Tanumihardja captures previously unrecorded recipes by following the grandmothers into their kitchens and diving in front of clay pots and steamers to scribble down exact measurements.

“When grandma merely motioned to chop cilantro or add soy sauce, I’d stick my cup or spoon in front of her and take measurements before she could do anything else,” she says.

The effort appears in her exact descriptions, and extra tidbits. For the Burmese pork curry – one of her favorites for its more mild Indian flavors – she adds a “grandma says tagline: “You don’t need to add water to the curry as the pork will release its own juices.”

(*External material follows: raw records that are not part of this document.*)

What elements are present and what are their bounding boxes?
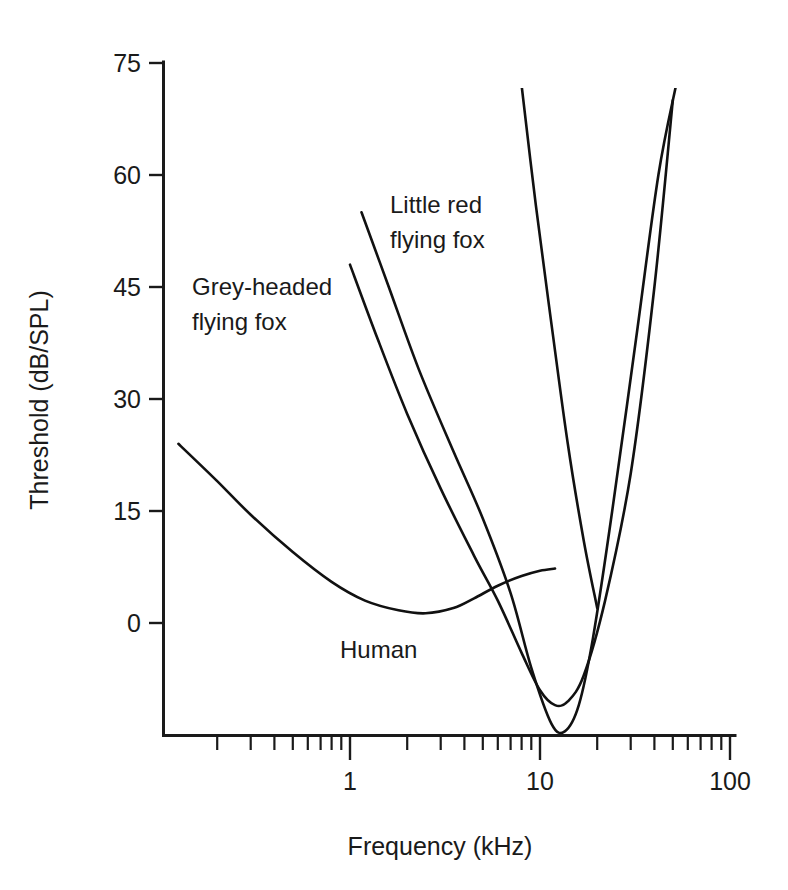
y-axis-title: Threshold (dB/SPL): [25, 290, 53, 510]
label-little-red-line2: flying fox: [390, 226, 485, 253]
series-annotation-little-red: Little red flying fox: [390, 191, 485, 253]
y-tick-label-75: 75: [113, 49, 141, 77]
y-tick-label-45: 45: [113, 273, 141, 301]
curve-human: [178, 444, 555, 614]
x-tick-label-1: 1: [343, 767, 357, 795]
y-tick-label-15: 15: [113, 497, 141, 525]
audiogram-plot: 75 60 45 30 15 0 1 10 100 Frequency (kHz…: [0, 0, 788, 890]
y-tick-label-0: 0: [127, 609, 141, 637]
curves-group: [178, 85, 676, 733]
audiogram-figure: 75 60 45 30 15 0 1 10 100 Frequency (kHz…: [0, 0, 788, 890]
label-grey-headed-line1: Grey-headed: [192, 273, 332, 300]
y-tick-label-30: 30: [113, 385, 141, 413]
y-tick-label-60: 60: [113, 161, 141, 189]
y-axis-ticks: [149, 63, 163, 623]
label-little-red-line1: Little red: [390, 191, 482, 218]
x-tick-label-100: 100: [709, 767, 751, 795]
x-axis-title: Frequency (kHz): [348, 832, 533, 860]
x-axis-tick-labels: 1 10 100: [343, 767, 751, 795]
series-annotation-grey-headed: Grey-headed flying fox: [192, 273, 332, 335]
x-tick-label-10: 10: [526, 767, 554, 795]
curve-grey-headed-flying-fox-upper-branch: [522, 85, 598, 608]
axis-lines: [164, 62, 736, 736]
axes-group: [164, 62, 736, 736]
y-axis-tick-labels: 75 60 45 30 15 0: [113, 49, 141, 637]
label-human: Human: [340, 636, 417, 663]
label-grey-headed-line2: flying fox: [192, 308, 287, 335]
x-axis-ticks: [217, 735, 730, 760]
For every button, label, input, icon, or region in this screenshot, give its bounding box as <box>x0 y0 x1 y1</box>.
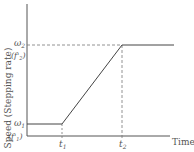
w1-label: ω1 <box>14 118 25 129</box>
t1-label: t1 <box>59 139 66 150</box>
y-axis-title: Speed (Stepping rate) <box>3 48 13 149</box>
speed-profile-line <box>27 45 174 124</box>
f2-label: (f'2) <box>11 51 26 61</box>
t2-label: t2 <box>119 139 127 150</box>
x-axis-title: Time <box>172 137 194 147</box>
w2-label: ω2 <box>14 38 25 49</box>
speed-time-chart: ω2 (f'2) ω1 (f'1) t1 t2 Time Speed (Step… <box>0 0 194 152</box>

Let the pork simmer in its bath of tangerine turmeric, mushy ginger, and ruffled onions, keep it steaming in the skillet just as long as she says, and a meal thick enough to pleasantly coat the palate will anchor the dinner table – served family style, of course.

TANUMIHARDJA hosts a cooking demo-book signing at the P.G. Farmers Market, Lighthouse Avenue in Pacific Grove, 384-6961.

BURMESE PORK CURRY

Burmese curries, the mildest, mellowest of curries, don’t call for the myriad of spices that Indian curries normally do. Paprika is added more for color than heat, so if you’d like to turn up the heat, substitute ground chilies for up to half of the paprika. Instead of pork, try the recipe with your choice of protein – beef, chicken, or even shrimp. For a one-wok meal, throw in bit sized vegetable pieces such as squash (an optional ingredient below), cauliflower or potatoes.

Time: 1 hour 20 minutes (20 minutes active)

Makes: 4 to 6 servings as part of a multicourse family-style meal

4 cloves garlic, chopped (1 tablespoon)

1 tablespoon fish sauce

1 tablespoon soy sauce

2 teaspoons ground turmeric

1 1/2-inch piece fresh ginger, peeled and grated (1 ½ tablespoons)

2 pounds boneless pork should or loin, trimmed and cut into 1-inch cubes

1/4 cup vegetable oil

2 medium yellow onions chopped (2 cups)

1 tablespoon ground paprika

1 pound winter squash (such as kabocha or hubbard) cut into 1-inch cubes (2 to 3 cups) (optional)

Salt (optional)

Cilantro leaves for garnish

In a large bowl, combine the garlic, fish sauce, soy sauce, turmeric, and ginger. Add pork and mix well to coat

Preheat a large, heavy skillet over medium heat for about one minute. Swirl in the oil and heat until it becomes runny and starts to shimmer. Add the onions and stir and cook until translucent and ruffled with brown edges, three to four minutes. Add paprika and mix until the onions are evenly coated.

Add pork and raise the heat to medium-high. Stir and cook to brown the pork for about one minute. Cover and simmer over medium-low heat for about 40 minutes. Add the squash and cook for another 20 to 25 minutes, or until meat and squash are tender. Adjust the heat if necessary, you don’t want the meat to burn.

Taste and add salt if desired. Transfer to a serving platter and garnish with cilantro leaves. Serve with freshly teamed rice and a vegetable side dish.